The new study, led by Chanu Rhee of Harvard Medical School and colleagues at the Harvard Pilgrim Health Care Institute, Children's Hospital of Philadelphia, and Nemours Children's Hospital in Delaware, took a different approach. The team built an electronic health record-based definition called the Pediatric Sepsis Event (PSE), modeled on the CDC's existing Adult Sepsis Event framework and adapted using the recently developed Phoenix pediatric sepsis clinical criteria.

Instead of relying on what a coder typed into a billing system, the PSE definition pulls objective clinical markers directly from the medical record: laboratory results, antibiotic orders, and measures of organ dysfunction.

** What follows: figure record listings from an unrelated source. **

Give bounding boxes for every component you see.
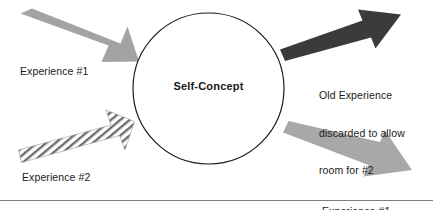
diagram-canvas: Self-Concept Experience #1 Experience #2…	[0, 0, 433, 210]
label-old-experience-line-1: Old Experience	[319, 89, 405, 102]
label-old-experience-line-2: discarded to allow	[319, 127, 405, 140]
arrow-outgoing-old-experience	[280, 10, 401, 62]
arrow-incoming-experience-1	[21, 9, 140, 63]
label-experience-2: Experience #2	[22, 171, 90, 184]
arrow-incoming-experience-2	[19, 110, 135, 163]
label-experience-1: Experience #1	[20, 65, 88, 78]
self-concept-label: Self-Concept	[133, 80, 284, 92]
label-experience-1-rejected-line-1: Experience #1	[322, 205, 390, 210]
label-old-experience-line-3: room for #2	[319, 164, 405, 177]
label-experience-1-rejected: Experience #1 rejected	[322, 180, 390, 210]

The intent is consistency - the same data elements measured the same way across hundreds of hospitals.

What 3.9 million hospitalizations revealed

The researchers analyzed 3.9 million pediatric hospitalizations spanning 2016 through 2023. When they applied the PSE definition, sepsis appeared in 1.3% of all pediatric hospital stays - roughly 1 in every 75 hospitalized children. Among those identified, more than 1 in 10 died before discharge. Scaled nationally, that translates to more than 18,000 sepsis cases and more than 1,800 deaths each year.

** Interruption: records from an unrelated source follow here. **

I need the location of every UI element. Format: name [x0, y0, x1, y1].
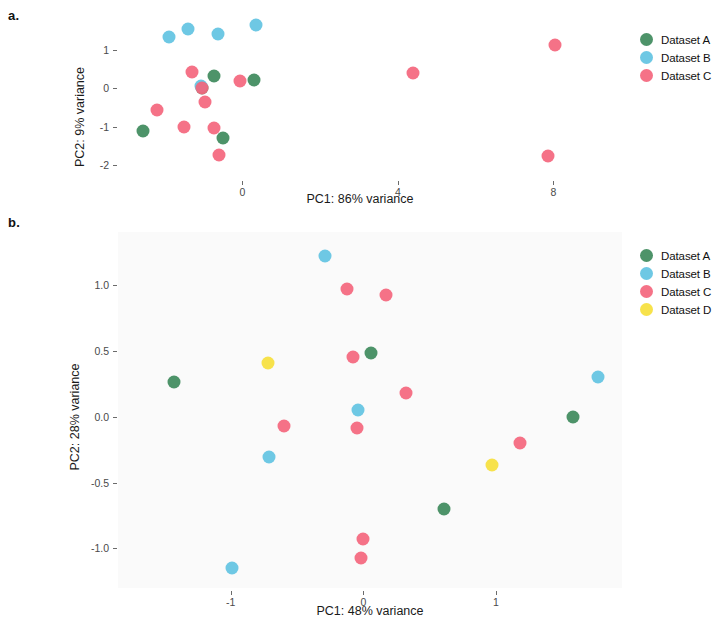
scatter-point [226, 562, 239, 575]
scatter-point [365, 347, 378, 360]
legend-swatch-icon [640, 303, 653, 316]
legend-item[interactable]: Dataset C [640, 283, 711, 300]
y-tick-mark [113, 417, 117, 418]
legend-swatch-icon [640, 249, 653, 262]
scatter-point [263, 451, 276, 464]
panel-b-plot-area [118, 232, 622, 588]
y-tick-mark [113, 548, 117, 549]
panel-b-y-axis-title: PC2: 28% variance [68, 327, 82, 507]
panel-b-figure: -1011.00.50.0-0.5-1.0 PC1: 48% variance … [0, 0, 724, 625]
legend-item[interactable]: Dataset A [640, 247, 711, 264]
x-tick-mark [231, 591, 232, 595]
x-tick-label: 1 [493, 596, 499, 608]
scatter-point [261, 356, 274, 369]
legend-label: Dataset C [661, 286, 711, 298]
legend-item[interactable]: Dataset B [640, 265, 711, 282]
scatter-point [277, 419, 290, 432]
scatter-point [486, 459, 499, 472]
scatter-point [592, 371, 605, 384]
scatter-point [354, 551, 367, 564]
scatter-point [350, 422, 363, 435]
x-tick-mark [363, 591, 364, 595]
scatter-point [167, 376, 180, 389]
legend-item[interactable]: Dataset D [640, 301, 711, 318]
scatter-point [379, 289, 392, 302]
y-tick-mark [113, 351, 117, 352]
legend-swatch-icon [640, 267, 653, 280]
legend-label: Dataset A [661, 250, 710, 262]
y-tick-label: 1.0 [75, 279, 109, 291]
scatter-point [318, 249, 331, 262]
scatter-point [357, 533, 370, 546]
panel-b-x-axis-title: PC1: 48% variance [316, 604, 423, 618]
legend-swatch-icon [640, 285, 653, 298]
legend-label: Dataset D [661, 304, 711, 316]
scatter-point [566, 410, 579, 423]
scatter-point [438, 502, 451, 515]
scatter-point [341, 282, 354, 295]
y-tick-label: -1.0 [75, 542, 109, 554]
panel-b-legend: Dataset ADataset BDataset CDataset D [640, 247, 711, 319]
x-tick-label: -1 [226, 596, 235, 608]
scatter-point [346, 351, 359, 364]
y-tick-mark [113, 483, 117, 484]
x-tick-mark [496, 591, 497, 595]
y-tick-mark [113, 285, 117, 286]
scatter-point [513, 436, 526, 449]
scatter-point [399, 386, 412, 399]
scatter-point [352, 404, 365, 417]
legend-label: Dataset B [661, 268, 711, 280]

The PSE definition was validated against physician chart review and outperformed billing codes in accuracy. The rates of pediatric sepsis and associated mortality remained relatively stable between 2016 and 2022, a finding that contradicts some earlier billing-code-based studies suggesting dramatic changes over the same period.

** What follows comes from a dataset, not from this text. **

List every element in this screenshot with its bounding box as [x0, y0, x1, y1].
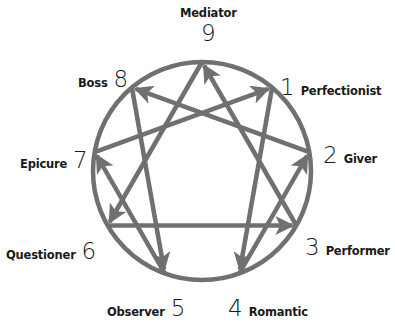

Nearly 1 in 5 pediatric hospital deaths involved sepsis. Most cases were already present when the child was admitted, but a smaller fraction developed during hospitalization. That hospital-acquired subset carried higher mortality, pointing toward the importance of infection prevention alongside early recognition.

A surveillance framework, not a cure

The study is fundamentally an exercise in measurement. It does not test a treatment or propose a clinical intervention. What it offers is a standardized ruler - one that can be applied consistently across health systems to track pediatric sepsis over time and compare outcomes between hospitals.

That matters because you cannot improve what you cannot reliably measure. If Hospital A uses one coding convention and Hospital B uses another, comparing their sepsis rates is meaningless. A clinical-data-based definition sidesteps that problem, at least in theory.

There are important caveats. The PSE definition depends on electronic health records that capture the relevant data elements, which may exclude smaller or under-resourced facilities. The validation was performed against physician chart review at participating centers, and the extent to which it generalizes to all hospital types remains to be tested. The study also covers only hospitalized children; sepsis identified and treated in emergency departments without admission would not be captured.

Counting as a first step

The CDC funded this work, and the study was presented at the Society of Critical Care Medicine Congress. The underlying logic is straightforward: standardized national surveillance creates a foundation for targeted prevention, quality improvement, and policy decisions. Whether that foundation actually leads to fewer children dying from sepsis will depend on what comes next - the interventions, the funding, and the willingness of health systems to act on what the numbers show.

For now, the numbers themselves are sobering enough. Sepsis kills more than five children per day in US hospitals. We just did not have a reliable way to say so until now.

Source: "National Estimates of Pediatric Sepsis in US Hospitals Using Clinical Data." JAMA, published March 22, 2026. DOI: 10.1001/jama.2026.3100. Led by Chanu Rhee, MD, MPH, Harvard Pilgrim Health Care Institute / Harvard Medical School, with collaborators at Children's Hospital of Philadelphia and Nemours Children's Hospital, Delaware. Funded by the Centers for Disease Control and Prevention.